- _ACTION ITEM_
In the records below, the part to copy starts at the line containing "Identify the location of svg-text: Feb" and goes to the last line; output it exactly, without pictures.
Start of DATA RECORDS
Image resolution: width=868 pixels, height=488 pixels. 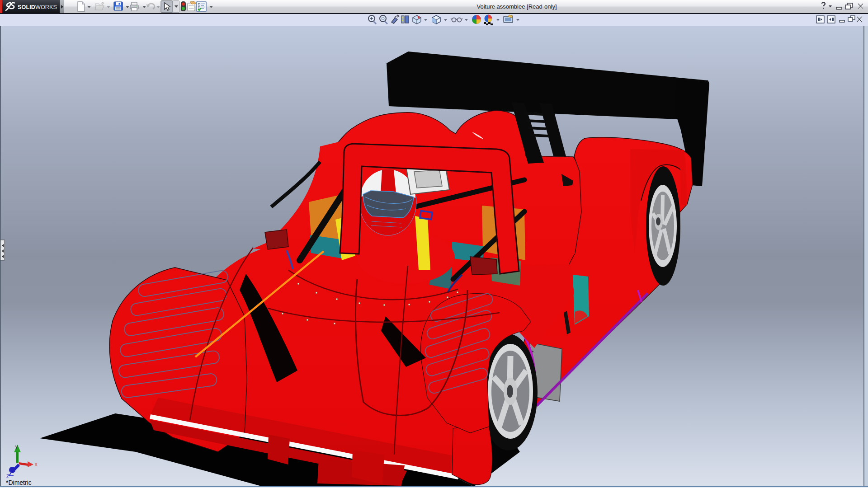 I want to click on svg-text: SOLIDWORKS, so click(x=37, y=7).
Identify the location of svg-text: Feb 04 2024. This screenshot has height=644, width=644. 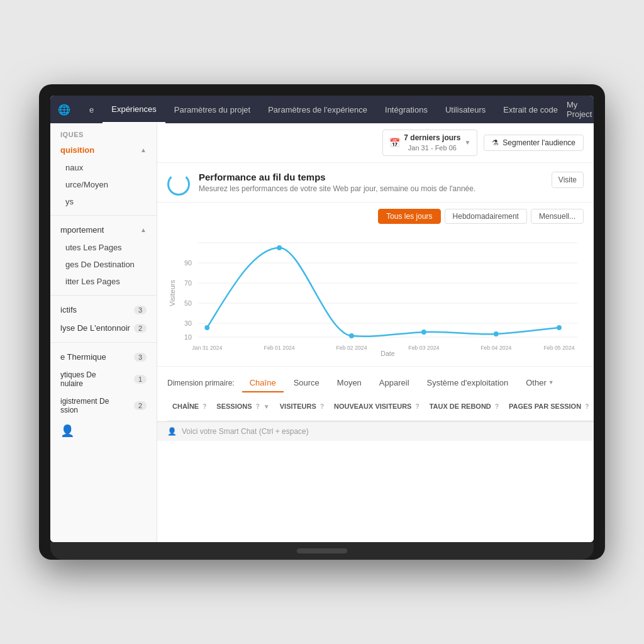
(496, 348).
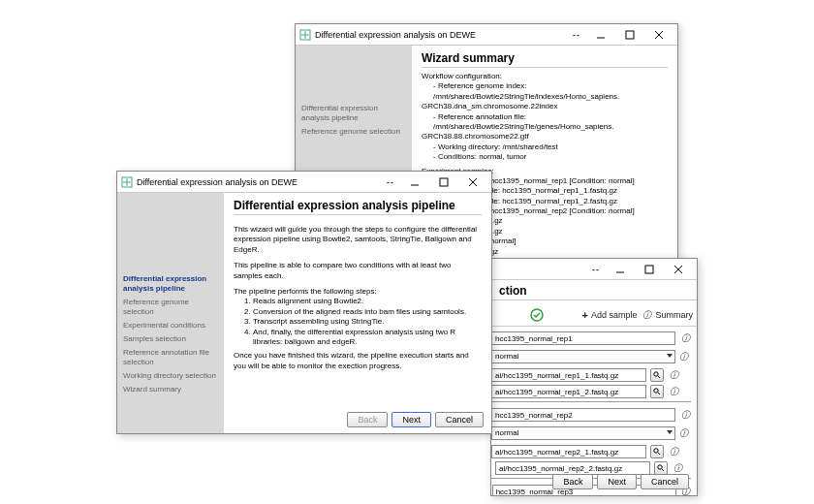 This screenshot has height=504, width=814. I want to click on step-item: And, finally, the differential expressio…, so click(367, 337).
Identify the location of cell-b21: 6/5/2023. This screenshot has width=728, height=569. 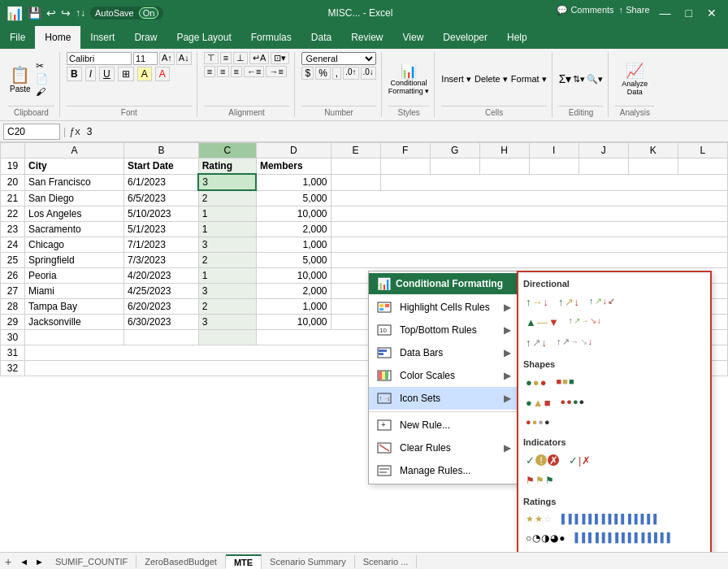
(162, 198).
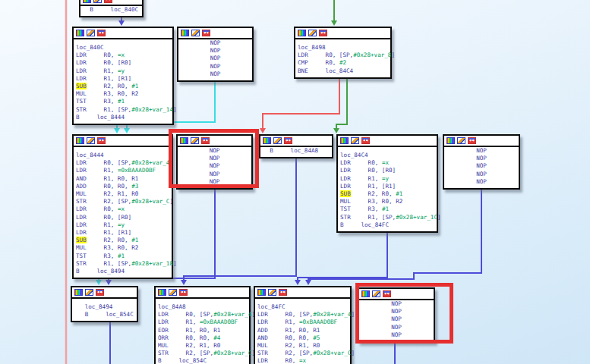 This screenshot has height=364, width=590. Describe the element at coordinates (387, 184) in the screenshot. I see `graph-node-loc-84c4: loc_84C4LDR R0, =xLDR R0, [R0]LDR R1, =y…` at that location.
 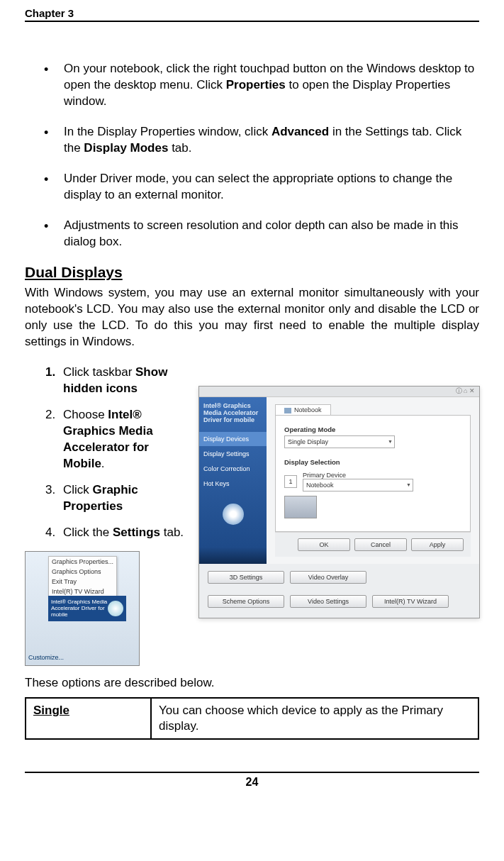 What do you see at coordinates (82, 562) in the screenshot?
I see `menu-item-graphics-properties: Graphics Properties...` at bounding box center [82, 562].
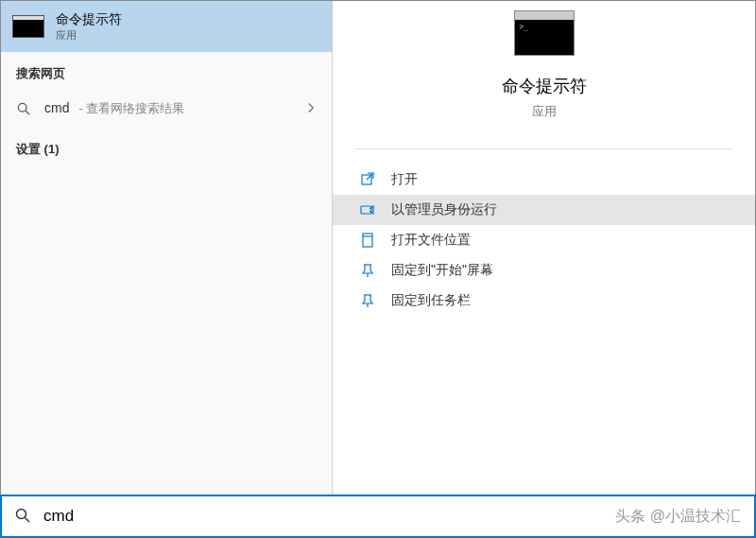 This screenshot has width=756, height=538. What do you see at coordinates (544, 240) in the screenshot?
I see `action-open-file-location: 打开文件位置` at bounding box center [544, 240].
End of DATA RECORDS
- _EXERCISE SOLUTION_
Identify the location of svg-text: Feb 04 2024. This screenshot has height=644, width=644. 
(496, 348).
 This screenshot has height=504, width=814. I want to click on step-item: And, finally, the differential expressio…, so click(367, 337).
Identify the location of cell-b21: 6/5/2023. This screenshot has width=728, height=569. 
(162, 198).
 This screenshot has height=364, width=590. Describe the element at coordinates (387, 184) in the screenshot. I see `graph-node-loc-84c4: loc_84C4LDR R0, =xLDR R0, [R0]LDR R1, =y…` at that location.
  What do you see at coordinates (82, 562) in the screenshot?
I see `menu-item-graphics-properties: Graphics Properties...` at bounding box center [82, 562].
 This screenshot has width=756, height=538. What do you see at coordinates (544, 240) in the screenshot?
I see `action-open-file-location: 打开文件位置` at bounding box center [544, 240].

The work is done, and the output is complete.